Thirty minutes later, thirty minutes later, thirty minutes later, when her husband finally sped up the drive, the mom and step-dad were told which son had been killed.

The army said that both mom and step-dad were on the next-of-kin to notify list and they decided to wait until both parents were present for moral support.

As with the Virginia Tech massacre, I have no words to express my feelings.

Monday, June 04, 2007

Truck Stops



I agree that I should be embarrassed by the amount of expertise I possess in certain areas -- truck stop food being one of them. But, hey. You are what you are....

This knowledge was gained by the years J., son #3, and I spent pulling a 5th wheel around this great country while J. was a contractor. Being a contractor meant he worked wherever, for whoever, for as long as it took to get the job done. During those years we ate at our fair share of truck stops. And, surprisingly, the food was pretty durn good.

Those of you unfamiliar with life on the road may not know that modern day truck stops can be a surprising piece of work -- Internet access, private showers, tv/reading rooms, some even offer family areas with shower/dressing room/kiddie play area. Now I have never showered at a truck stop, but as far as I could see, these areas looked bright and clean.

All the above spiel is to justify tell you all about where J. and I stopped to eat Saturday on the way home from Alabama. Yes, we spent a week in Bama working on that darn house! But that's beside the point. (As is almost everything else in this post.) You see, the last few years going to and from AL, we have been stopping at a place called Red Hot. It was a truck stop many years ago, but now it is a restaurant with pretty good southern-style food. The same cooks have worked there for many years turning out good old-fashioned veggies, cobblers, burgers -- you name it. And their breakfasts! Hunny hush.

(In the spirit of full disclosure -- Red Hot was bought a year or so ago and its new name is now Checker Board. But....we still refer to it as Red Hot.)

Well....Saturday we were all prepared for our Red Hot-pit stop. As we left B'ham. we started talking about what we were going to eat. I was going to get a veggie plate. J. is always tempted by their burgers, but can never decide until he looks at the menu. By the time we got to Meridian, Mississippi (home to Red Hot) our tummies were ready and grumbling. And, of course, wouldn't you know it, Red Hot was closed. WTF!

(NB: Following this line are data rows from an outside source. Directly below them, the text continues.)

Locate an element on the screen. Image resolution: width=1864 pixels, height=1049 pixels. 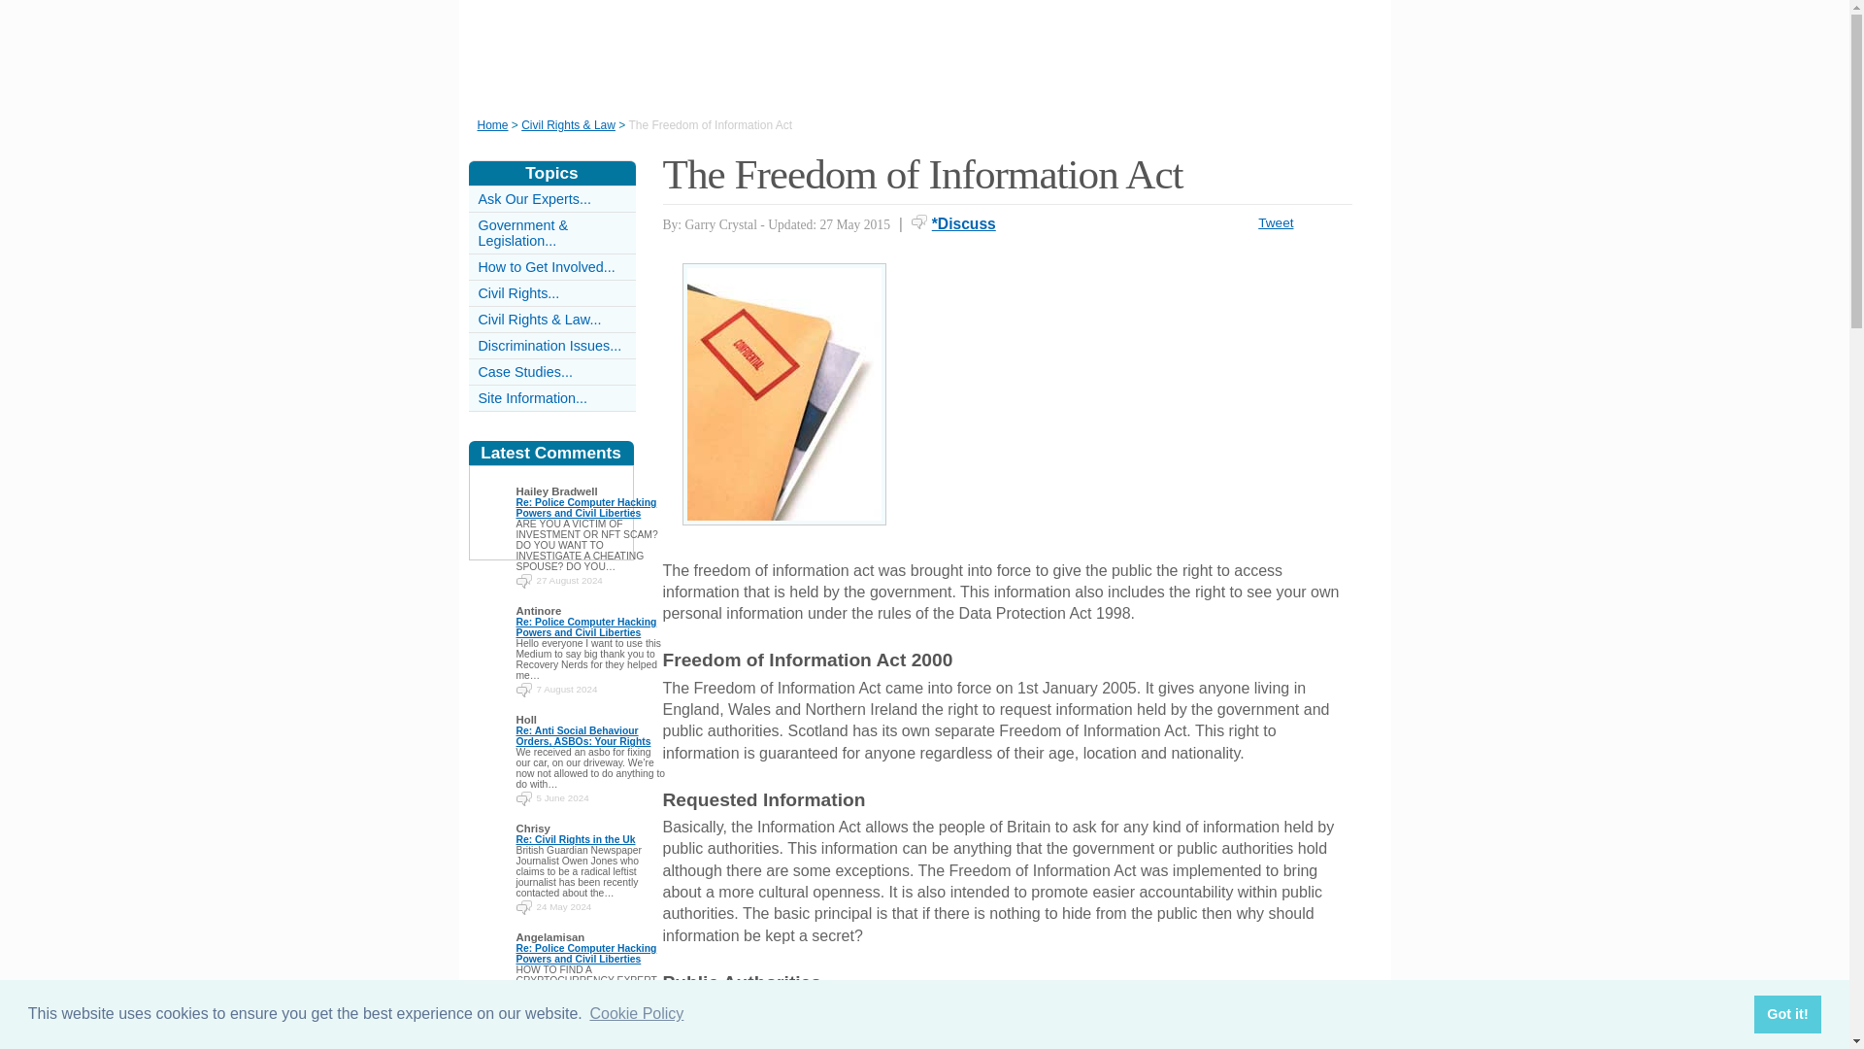
Re: Police Computer Hacking Powers and Civil Liberties is located at coordinates (586, 952).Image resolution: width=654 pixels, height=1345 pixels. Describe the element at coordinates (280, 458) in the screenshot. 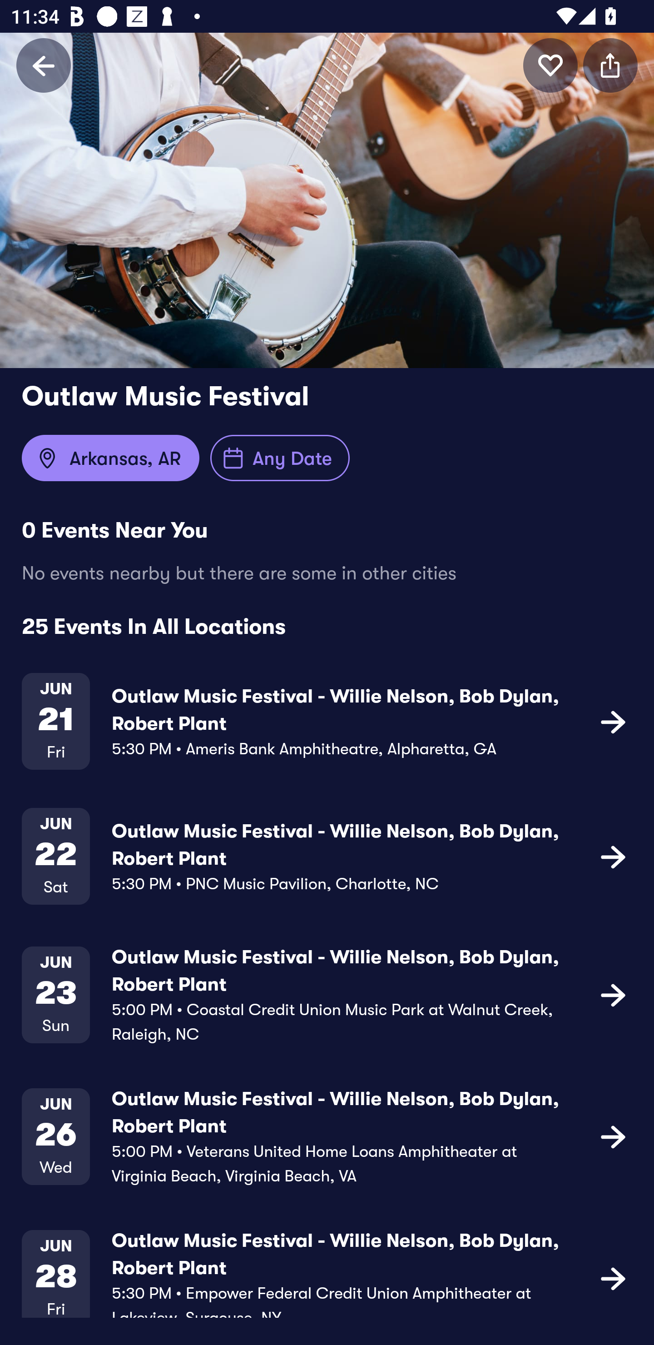

I see `Any Date` at that location.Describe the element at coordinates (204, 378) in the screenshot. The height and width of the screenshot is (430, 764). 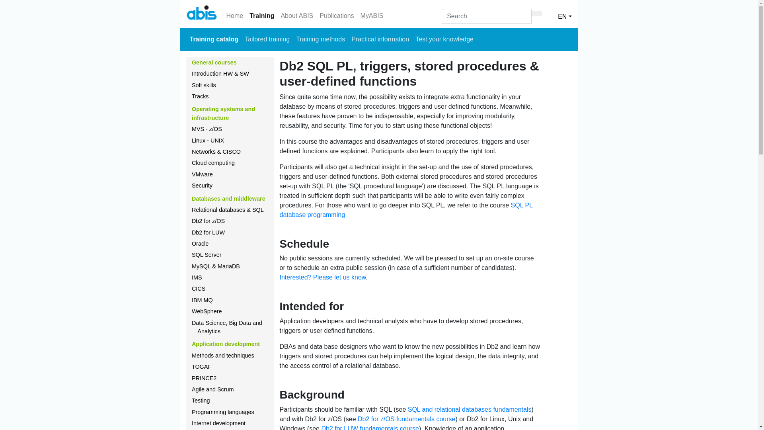
I see `PRINCE2` at that location.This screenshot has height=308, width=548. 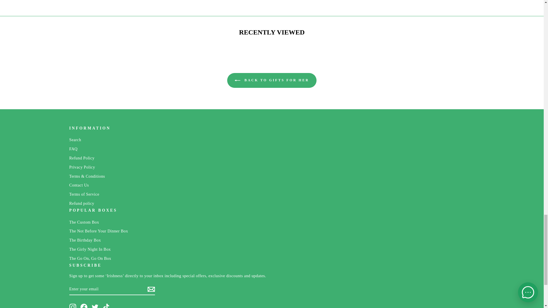 I want to click on The Paddy Box on Facebook, so click(x=84, y=306).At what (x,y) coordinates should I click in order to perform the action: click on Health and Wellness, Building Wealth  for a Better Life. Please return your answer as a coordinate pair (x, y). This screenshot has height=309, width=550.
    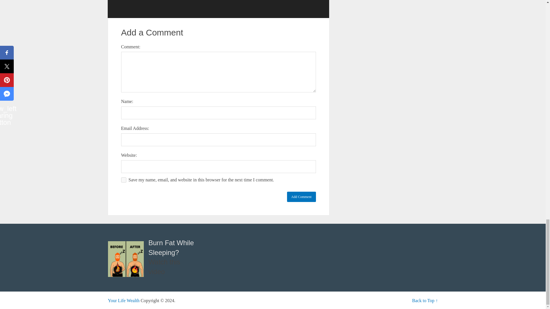
    Looking at the image, I should click on (124, 301).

That's how we ended up at Queen City Truck Stop's Magnolia Restaurant. If we have the truck we usually fuel up at Queen City because they generally have the best prices. The restaurant is always bustling but we've never tried it. So, we wondered, should we or shouldn't we -- eat there. Now I've gotta tell you, if we didn't know a little about truck stops (blush!) we probably would never have stepped foot inside the door. But, being seasoned roadies, we decided to give it a try. And I'm glad we did.

There seemed to be about as many locals eating there as truckers and passers-through (like us). The sweet tea was good and strong (as was the coffee), the service was competent, friendly and polite, and the food arrived quickly, was warm, spicy, and filling, and the rolls were homemade and melt in your mouth. The chef could even be seen in the back -- complete with his big ol white chef's hat. (Okay, truth be told, I think I only had one slice of banana in my banana pudding, but....)

What really impressed me was the the fact that most of the menu offerings were healthy and the portions were just the correct sizes (according to WeightWatchers). Not bad for a truck stop in the middle of Mississippi.